------ Dataset records

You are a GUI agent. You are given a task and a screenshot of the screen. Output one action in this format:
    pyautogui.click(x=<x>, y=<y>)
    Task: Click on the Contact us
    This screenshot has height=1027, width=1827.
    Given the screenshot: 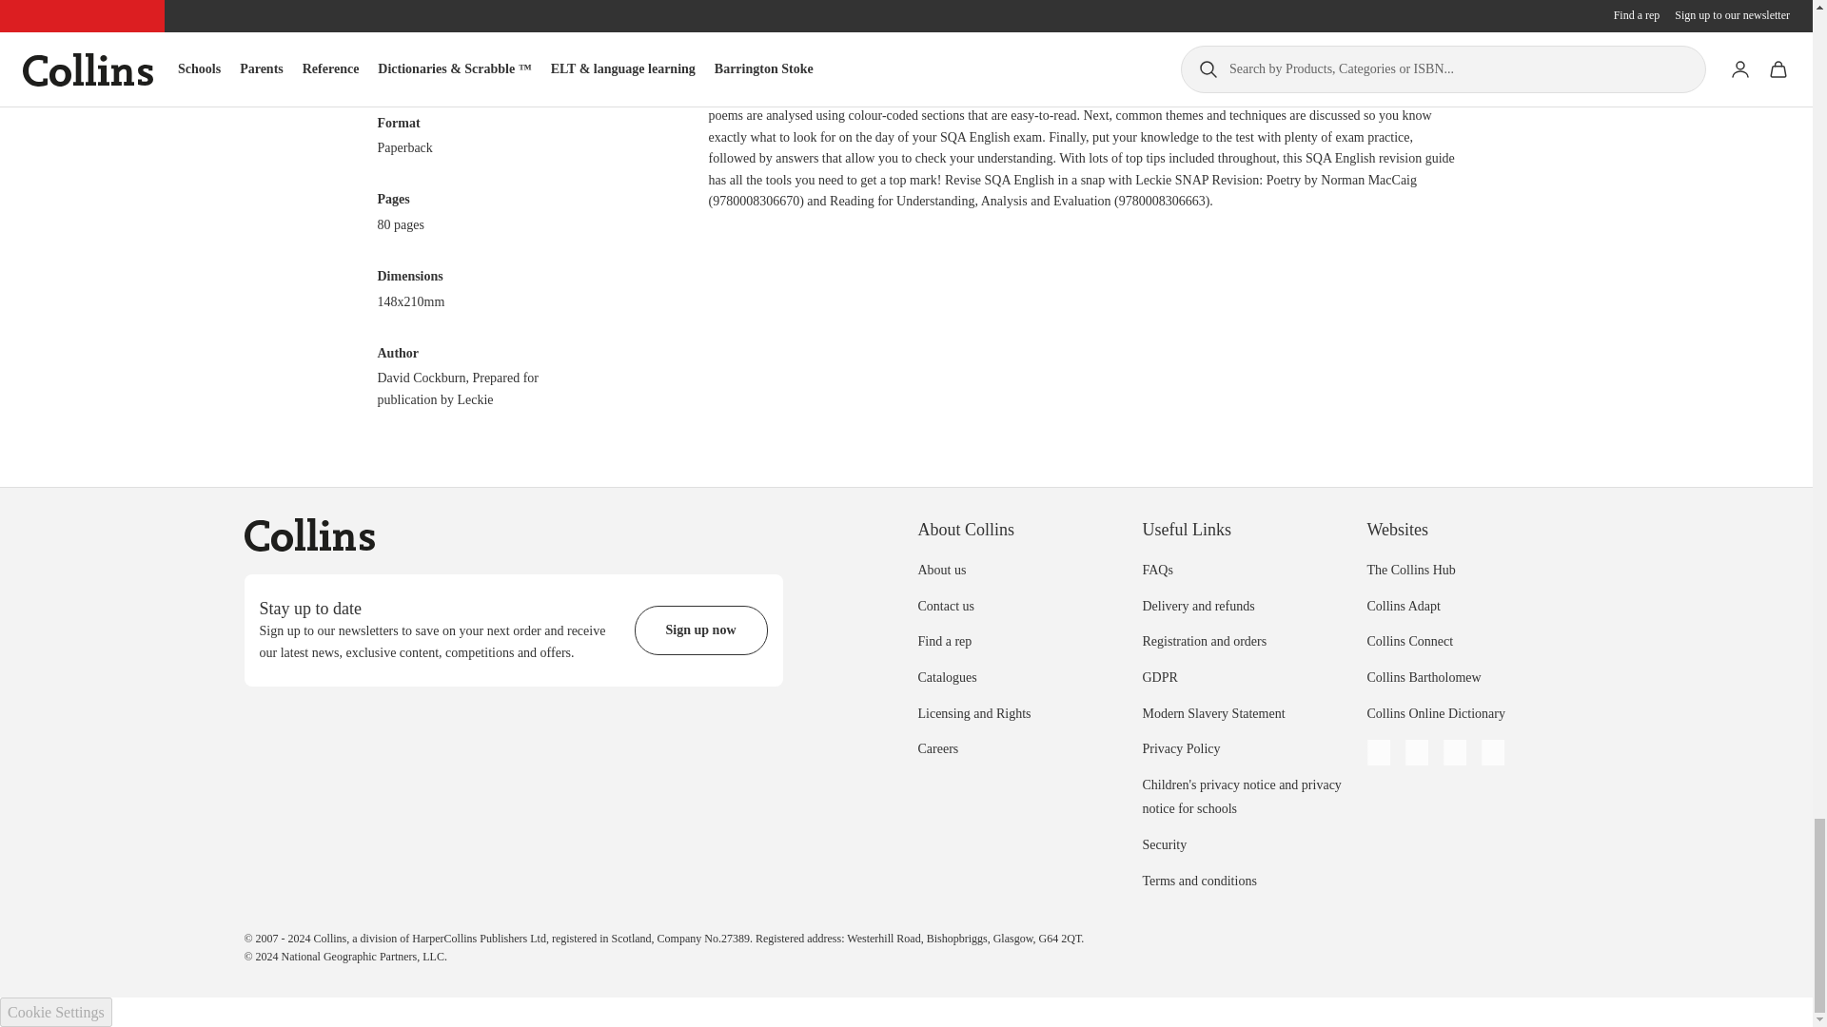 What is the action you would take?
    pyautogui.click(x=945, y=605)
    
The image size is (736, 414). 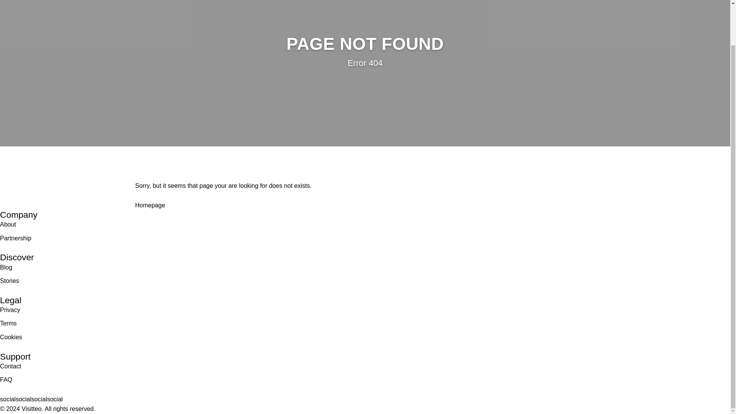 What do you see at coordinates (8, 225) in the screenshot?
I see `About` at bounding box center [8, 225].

------------

Please return exactly the lines from the opening line of the data above through the line with "This screenshot has", both included and nothing else.

You are a GUI agent. You are given a task and a screenshot of the screen. Output one action in this format:
    pyautogui.click(x=<x>, y=<y>)
    Task: Click on the Contact us
    This screenshot has height=1027, width=1827.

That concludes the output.